I don’t handle inactivity well. I started writing a very long, very dreadful novel, composed a handful of scripts for Warren Miller – and later, Jeremy Bloom – to recite and scribbled batches of brochure copy and white papers for industries as diverse as accounting software, instrumented football helmets that registered concussions and risk assessment based on location.
The pickings were slim, but they wouldn’t have amounted to anything at all were it not for a little help from my friends. Andy Bigford, who I’d worked with at Snow Country, hired me for the Warren Miller gig. A college chum kindly engaged me to write white papers on accounting fraud. But it was Dave Bertoni, an erstwhile colleague from Salomon days, who joined me in creating Desperate Measures: A Training Method for Selling Technical Products at Retail.

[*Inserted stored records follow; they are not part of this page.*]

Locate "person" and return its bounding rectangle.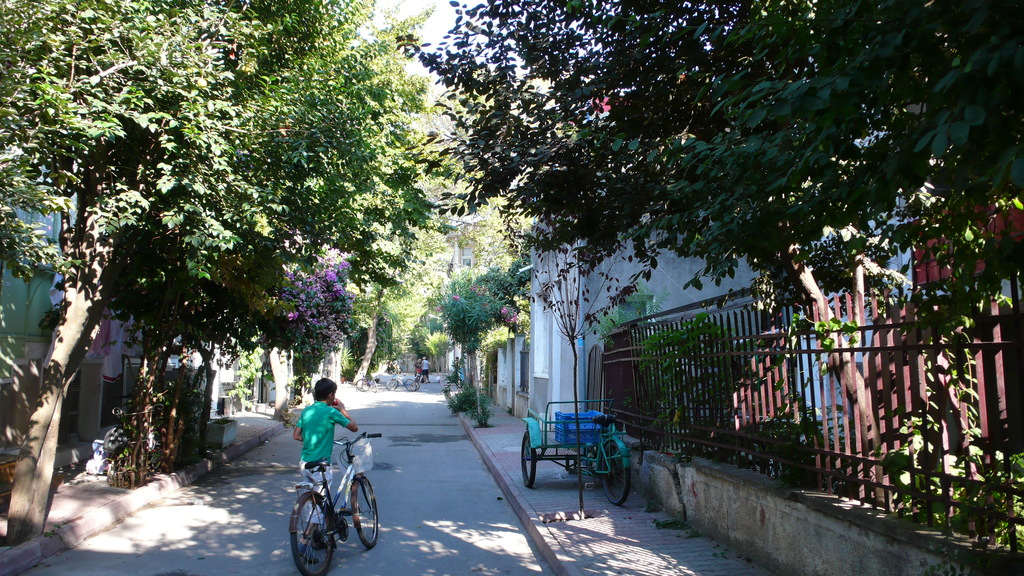
(x1=422, y1=355, x2=429, y2=381).
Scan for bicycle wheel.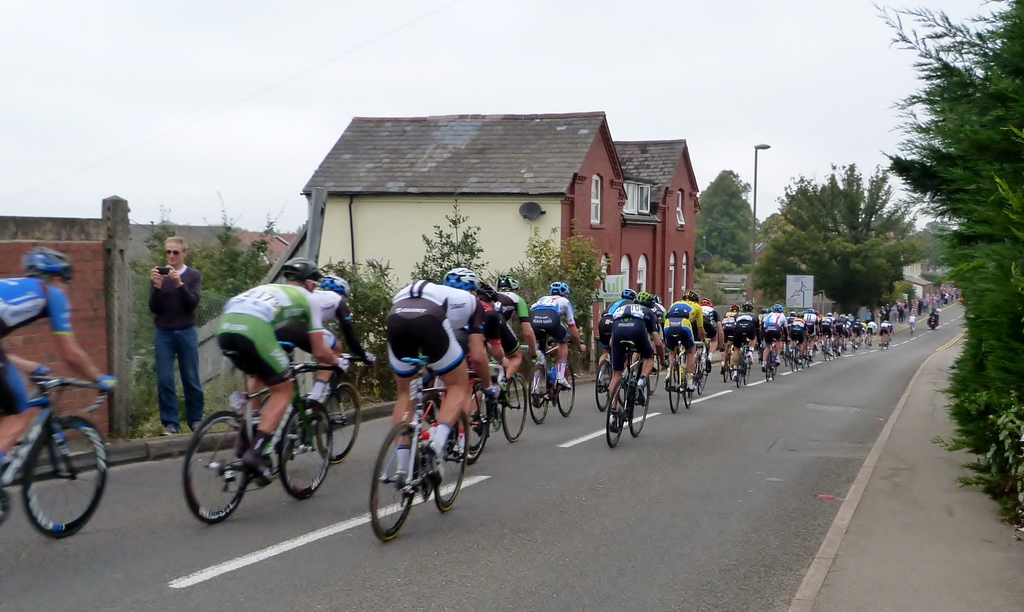
Scan result: 368, 417, 422, 545.
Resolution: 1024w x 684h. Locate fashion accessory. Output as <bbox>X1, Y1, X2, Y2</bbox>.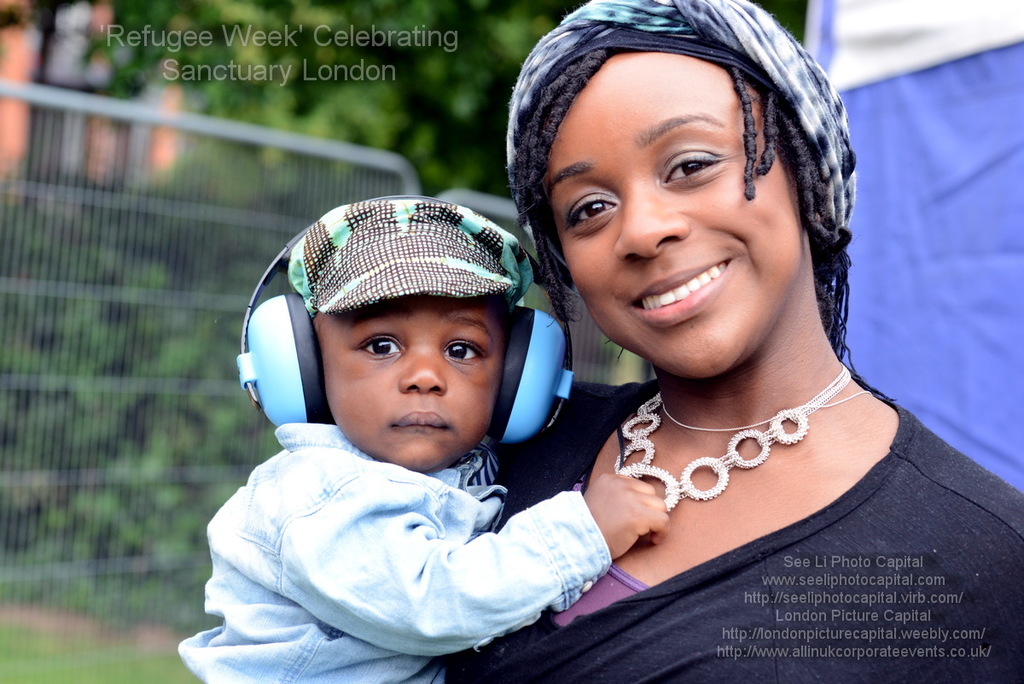
<bbox>496, 0, 861, 228</bbox>.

Reader Comments on Why Ski Sales Have Shrunk
In this week’s Revelation, I posted my top ten (twelve, actually) reasons why skis sales have shrunk, along with the musings of two Dear Readers on the subject. Note that the topic’s focus was ski sales at retail, not skier or skier/rider participation rates, subjects that are certainly related but just as certainly not the same.
Below are verbatim reader responses culled in the last 48 hours. I’ve corrected the odd typo, but otherwise left these contributions intact.

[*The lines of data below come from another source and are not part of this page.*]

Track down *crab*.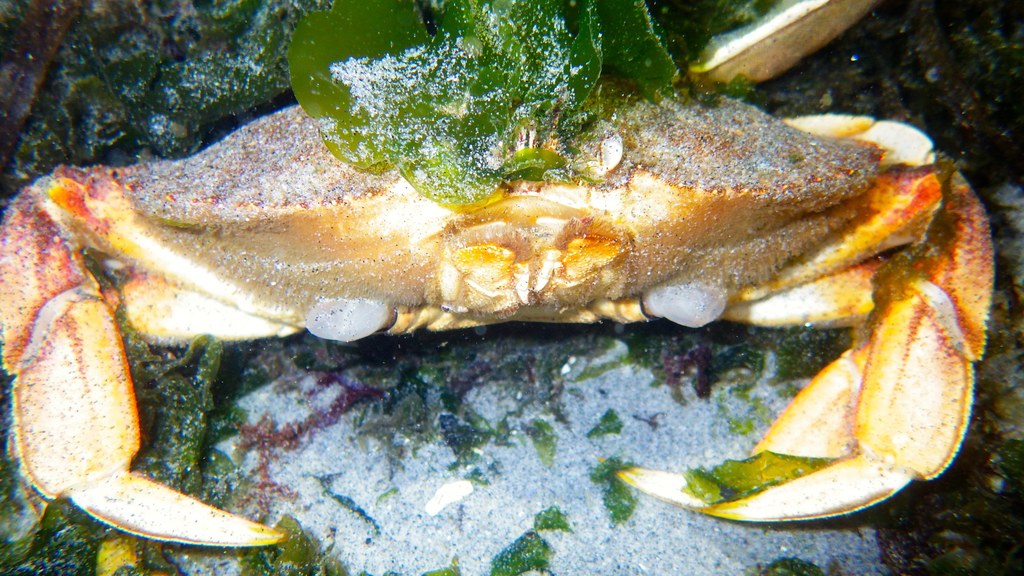
Tracked to box(0, 60, 996, 553).
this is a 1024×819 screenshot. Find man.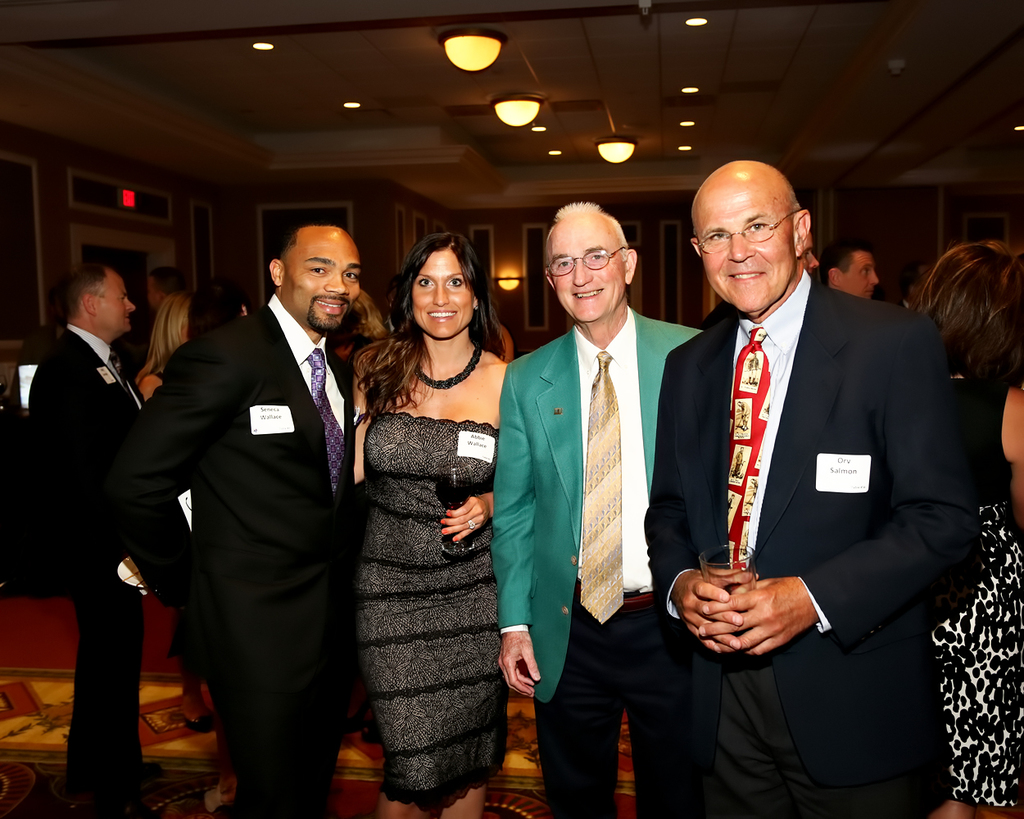
Bounding box: (637,156,973,818).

My thanks to all who took the time to tell their tales. – J
Top Reasons U.S. Ski Sales Have Shrunk
[As I wrapped up an earlier Revelation, I proposed to my beloved readership that they share their list of the top ten reasons U.S. ski sales have shrunk. I elicited only two written responses, so I’ll reproduce both here in their entirety, along with my musings on the subject. Consider these submissions tinder to light a fire under you, Dear Reader, to submit a list of your own.]
From Rick Pasturczak
1. Snowboarding-
I’ve noticed most snowboarders are 12 to 20 years old and once they become an adult, almost all stop. While I noticed most skiers continue on.

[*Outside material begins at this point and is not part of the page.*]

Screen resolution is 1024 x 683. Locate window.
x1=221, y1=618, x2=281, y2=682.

2. High school and college sports-
Schools now require practicing sports during Christmas and spring breaks taking away opportunities to hit the slopes and family vacations to the mountains. I’ve been told by many parents the coaches forbid them to ski.
3. Travel costs-
Lodging, airfare, ground transportation, and lift tickets.
4. Video games
5. Cost of lessons make it expensive to improve.
6. Confusing selection of equipment
7. Magazines and movies showing extreme skiing
8. Cruising. We need some resorts to be all inclusive.
9. Baggy pants. Bring back stretch pants and sex appeal.
10. Last, we need mother nature to be more consistent with snow.